The Shocking Truth B.B. King Revealed About Elvis Presley After Years of Rumors

For decades, Elvis Presley’s relationship with Black music has been one of the most debated subjects in American entertainment history. Some people called him the King of Rock and Roll. Others accused him of taking from Black artists without giving enough credit. But one voice carried special weight in this conversation: B.B. King, the legendary bluesman who came out of Memphis before Elvis became a worldwide phenomenon.

Unlike many critics who judged Elvis from a distance, B.B. King had actually been there. He knew the Memphis music scene. He worked at WDIA, the groundbreaking radio station that became famous for its all-Black format. Before he became known around the world as B.B. King, he was called the Beale Street Blues Boy. And in those early days, he remembered seeing a young Elvis around the studios, watching, listening, and learning.

What B.B. King said about Elvis may surprise people who only know the rumors.

According to B.B., Elvis was not loud, arrogant, or disrespectful. He described him as handsome, quiet, polite, and almost shy. Elvis reportedly called him “Sir” and carried himself with a deep Southern politeness that B.B. never forgot. At first, King admitted he did not immediately see the greatness that the world would later see. Elvis was just a young man hanging around, observing the music, absorbing the sounds of Memphis, and trying to find his place.

But then everything changed.

By 1956, Elvis had exploded into fame. His looks, voice, energy, and stage presence made him impossible to ignore. Even B.B. King admitted that Elvis started turning heads, including his own. The shy young man who had once watched quietly in the studio had become a cultural earthquake.

One of the most powerful moments connecting Elvis and B.B. King happened at the WDIA Goodwill Revue in Memphis. This was not just a concert. It was a major Black community event that raised money for children in need. When Elvis arrived, he reportedly wanted to stay low-key and avoid stealing attention from the scheduled performers. But Rufus Thomas brought him onstage, and the crowd went wild.

For a young white superstar to appear at an all-Black event in the 1950s was not a small thing. B.B. King later said Elvis seemed proud of his roots and the musical world that shaped him. After the show, Elvis posed for photos with King and treated him with deep respect. B.B. said Elvis even told people that King was one of his influences.

Then came the damaging rumor that followed Elvis for years. The claim was that Elvis had made an ugly racist statement about Black people only being useful for buying his records and shining his shoes. The rumor spread widely, especially in parts of the Black community. But when Jet magazine investigated in 1957, Elvis denied it directly, saying he never said anything like that and people who knew him would know he would never say it.

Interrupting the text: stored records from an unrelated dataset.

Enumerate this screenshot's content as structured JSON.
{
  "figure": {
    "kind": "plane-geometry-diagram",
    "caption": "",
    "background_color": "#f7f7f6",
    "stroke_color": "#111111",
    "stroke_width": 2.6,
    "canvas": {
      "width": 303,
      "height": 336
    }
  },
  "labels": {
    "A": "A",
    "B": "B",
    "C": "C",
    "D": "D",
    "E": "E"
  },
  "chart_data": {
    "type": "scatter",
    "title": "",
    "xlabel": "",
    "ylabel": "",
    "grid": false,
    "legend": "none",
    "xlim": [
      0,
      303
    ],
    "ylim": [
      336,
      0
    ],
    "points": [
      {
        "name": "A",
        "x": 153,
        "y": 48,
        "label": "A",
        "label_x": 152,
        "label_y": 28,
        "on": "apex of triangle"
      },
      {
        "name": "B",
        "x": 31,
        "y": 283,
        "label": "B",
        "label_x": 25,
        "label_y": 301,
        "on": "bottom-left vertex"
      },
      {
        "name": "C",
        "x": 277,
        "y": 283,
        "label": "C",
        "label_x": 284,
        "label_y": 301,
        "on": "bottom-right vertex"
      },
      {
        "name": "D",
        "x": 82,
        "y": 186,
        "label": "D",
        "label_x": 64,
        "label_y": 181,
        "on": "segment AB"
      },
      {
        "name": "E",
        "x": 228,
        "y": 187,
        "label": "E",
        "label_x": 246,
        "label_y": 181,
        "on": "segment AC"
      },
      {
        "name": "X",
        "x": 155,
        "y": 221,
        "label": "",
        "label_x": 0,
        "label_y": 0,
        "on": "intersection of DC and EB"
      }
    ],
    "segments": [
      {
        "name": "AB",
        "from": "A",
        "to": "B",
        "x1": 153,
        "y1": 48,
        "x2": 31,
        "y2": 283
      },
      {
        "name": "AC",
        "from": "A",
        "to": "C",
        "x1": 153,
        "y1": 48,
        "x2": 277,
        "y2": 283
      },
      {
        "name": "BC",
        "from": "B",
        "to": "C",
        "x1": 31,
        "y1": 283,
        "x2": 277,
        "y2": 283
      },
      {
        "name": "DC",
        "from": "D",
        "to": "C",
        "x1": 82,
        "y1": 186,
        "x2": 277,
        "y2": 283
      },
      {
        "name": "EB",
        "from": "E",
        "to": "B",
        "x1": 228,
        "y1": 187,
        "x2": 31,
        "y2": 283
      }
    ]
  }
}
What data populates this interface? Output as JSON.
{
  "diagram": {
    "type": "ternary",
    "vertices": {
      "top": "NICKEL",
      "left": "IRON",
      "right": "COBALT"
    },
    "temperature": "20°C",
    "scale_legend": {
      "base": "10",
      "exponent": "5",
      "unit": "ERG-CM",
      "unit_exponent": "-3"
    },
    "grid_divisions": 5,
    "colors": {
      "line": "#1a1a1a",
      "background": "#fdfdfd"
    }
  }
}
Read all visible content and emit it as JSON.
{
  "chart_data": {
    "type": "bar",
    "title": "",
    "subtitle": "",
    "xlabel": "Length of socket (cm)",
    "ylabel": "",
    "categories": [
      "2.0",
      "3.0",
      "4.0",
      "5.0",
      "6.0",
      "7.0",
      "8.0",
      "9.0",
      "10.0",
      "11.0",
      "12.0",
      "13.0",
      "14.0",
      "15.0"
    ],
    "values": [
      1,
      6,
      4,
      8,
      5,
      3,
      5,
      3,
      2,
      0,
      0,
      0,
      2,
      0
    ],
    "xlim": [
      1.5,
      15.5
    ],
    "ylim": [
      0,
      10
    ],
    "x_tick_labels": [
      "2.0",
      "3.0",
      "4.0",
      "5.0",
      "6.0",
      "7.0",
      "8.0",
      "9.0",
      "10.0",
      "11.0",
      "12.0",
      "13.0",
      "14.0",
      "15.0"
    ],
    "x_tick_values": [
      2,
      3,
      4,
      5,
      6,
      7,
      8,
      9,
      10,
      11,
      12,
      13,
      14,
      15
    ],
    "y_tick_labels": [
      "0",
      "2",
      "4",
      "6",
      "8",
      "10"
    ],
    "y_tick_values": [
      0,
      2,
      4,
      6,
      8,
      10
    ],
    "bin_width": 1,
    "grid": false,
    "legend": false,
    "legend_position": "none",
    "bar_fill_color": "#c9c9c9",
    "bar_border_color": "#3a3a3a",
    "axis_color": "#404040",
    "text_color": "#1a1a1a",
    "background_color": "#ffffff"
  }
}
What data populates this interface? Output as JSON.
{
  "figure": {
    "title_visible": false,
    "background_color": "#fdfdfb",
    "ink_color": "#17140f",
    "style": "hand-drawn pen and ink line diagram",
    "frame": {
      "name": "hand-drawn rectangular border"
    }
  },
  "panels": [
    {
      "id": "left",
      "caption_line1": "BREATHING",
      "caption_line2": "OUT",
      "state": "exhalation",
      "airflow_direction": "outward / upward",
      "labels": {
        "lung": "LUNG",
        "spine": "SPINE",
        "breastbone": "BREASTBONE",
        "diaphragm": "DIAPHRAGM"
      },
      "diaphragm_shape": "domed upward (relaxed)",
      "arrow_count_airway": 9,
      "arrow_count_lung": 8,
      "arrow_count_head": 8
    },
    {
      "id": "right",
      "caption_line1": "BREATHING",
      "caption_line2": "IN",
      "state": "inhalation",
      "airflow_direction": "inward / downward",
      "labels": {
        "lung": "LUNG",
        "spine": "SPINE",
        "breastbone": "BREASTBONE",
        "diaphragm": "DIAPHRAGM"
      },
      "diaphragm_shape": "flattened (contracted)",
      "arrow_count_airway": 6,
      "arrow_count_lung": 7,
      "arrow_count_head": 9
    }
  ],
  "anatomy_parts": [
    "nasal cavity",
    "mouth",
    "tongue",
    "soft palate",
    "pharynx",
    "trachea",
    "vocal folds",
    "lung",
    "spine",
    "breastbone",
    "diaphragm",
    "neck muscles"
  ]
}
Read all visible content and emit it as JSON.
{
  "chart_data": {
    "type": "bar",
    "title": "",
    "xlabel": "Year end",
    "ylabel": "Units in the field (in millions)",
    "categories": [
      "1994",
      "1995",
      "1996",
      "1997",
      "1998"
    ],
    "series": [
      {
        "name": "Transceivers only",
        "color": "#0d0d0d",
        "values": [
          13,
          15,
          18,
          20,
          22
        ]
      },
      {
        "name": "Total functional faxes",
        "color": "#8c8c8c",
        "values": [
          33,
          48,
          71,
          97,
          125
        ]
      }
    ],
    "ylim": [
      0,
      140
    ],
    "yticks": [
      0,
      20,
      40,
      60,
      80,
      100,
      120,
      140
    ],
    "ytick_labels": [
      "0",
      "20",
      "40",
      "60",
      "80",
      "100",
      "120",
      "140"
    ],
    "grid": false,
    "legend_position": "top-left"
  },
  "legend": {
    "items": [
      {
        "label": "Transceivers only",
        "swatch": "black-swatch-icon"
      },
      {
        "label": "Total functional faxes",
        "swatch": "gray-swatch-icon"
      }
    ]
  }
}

Even more importantly, Black musicians who had worked with Elvis also pushed back against the rumor. B.B. King never accepted the idea that Elvis simply “stole” Black music. His view was more complex and more generous. He believed Elvis had grown up surrounded by gospel, blues, rhythm and blues, and the sounds of Memphis, then created his own interpretation of that music.

Perhaps the most shocking revelation came years later, when B.B. King said Elvis helped him get a Las Vegas gig at the Hilton Hotel in 1972. After their shows, King said he would go upstairs to Elvis’s suite, where the two men would sing and play blues together late into the night. King even joked that they were the “original Blues Brothers,” saying Elvis knew more blues songs than many people in the business.

In the end, B.B. King’s words cut through decades of noise. He did not describe Elvis as a thief. He described him as respectful, talented, influenced by Black music, and deeply connected to Memphis. His most powerful statement was simple: Elvis did not steal music from anyone. He had his own interpretation of the music he grew up on.

That does not erase the larger conversation about race, credit, and inequality in the music industry. But it does challenge the one-sided version of Elvis as someone who only took and never respected. According to B.B. King, the truth was far more human, far more complicated, and far more surprising than the rumor ever allowed.